Florida airport suspect to serve life without parole
The Alaska man accused of killing five people and wounding six in a shooting at Fort Lauderdale-Hollywood International Airport in January 2017 will be sentenced

The Alaska man accused of killing five people and wounding six in a shooting at Fort Lauderdale-Hollywood International Airport in January 2017 will be sentenced
Kenneth Clair, who spent more than 30 years on California’s death row before having his sentence reduced, is still fighting to prove his innocence. Clair

Richard Kamler, who died last year, was an activist and artist who used his skills to protest capital punishment in an unusual and highly effective

Three states, Oklahoma, Mississippi, and Alabama, have recently given the go-ahead to execute prisoners using nitrogen gas, a new, untested, untried method of killing women
Just how old, how sick, or how mentally ill does a death row prisoner have to be for the government to opt not to execute
Stating that there’s “a major gap in resources for lawyers who defend capital cases,” the American Bar Association is launching The Capital Clemency Resource Initiative,

A new poll conducted by Quinnipiac University finds that American voters choose life without parole over the death penalty 51-37 percent, the first time a
In Georgia, the U.S. Court of Appeals for the Eleventh Circuit declined to hear an appeal by Keith Tharpe that he was sentenced to death
Two Arkansas death row inmates, Bruce Ward and Don Davis, will not be executed tonight. The Arkansas Supreme Court this afternoon granted stays of executions for the two inmates by a vote of 4-3. The Arkansas Times reports that lawyers for the men asked the high court for the stay while the U.S. Supreme Court takes up a separate case next week concerning access to independent mental health experts by

Beginning the day after Easter, and continuing over the next 11 days, the state plans to kill seven men, four of whom are black, three white.

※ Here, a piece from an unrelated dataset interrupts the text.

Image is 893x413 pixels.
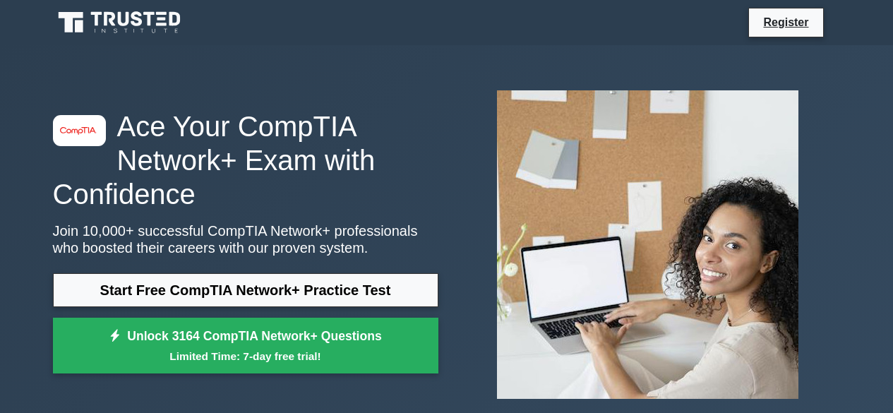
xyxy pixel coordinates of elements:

The reaction has ranged from shock and horror to concern for the men and women who will be carrying out this mass execution.

Orlando State Attorney Aramis Ayala is fighting back against Gov. Rick Scott, who took 23 murder cases away from her department because of her stance on the death penalty.
The recent U.S. Supreme Court ruling in Moore v. Texas that found that state’s standards for determining intellectual disability in death penalty cases unconstitutional may mean that a practice by some prosecution experts of adding points to the IQ scores of some minority defendants is also unconstitutional.

The recent U.S. Supreme Court ruling in Moore v. Texas that found that state’s standards for determining intellectual disability in death penalty cases unconstitutional may mean that a practice by some prosecution experts of adding points to the IQ scores of some minority defendants is also unconstitutional.
We look at some of the more significant developments in death penalty debates around the country last month.

For 16 years, Thomas Lowenstein has been following the case of Walter Ogrod, and has finally written a book about how he ended up on death row in spite of no real evidence of his guilt.

As more nations abandon capital punishment, Amnesty International’s 2016 report sheds light on the world’s remaining executioners and situates the US’s falling use in a global context.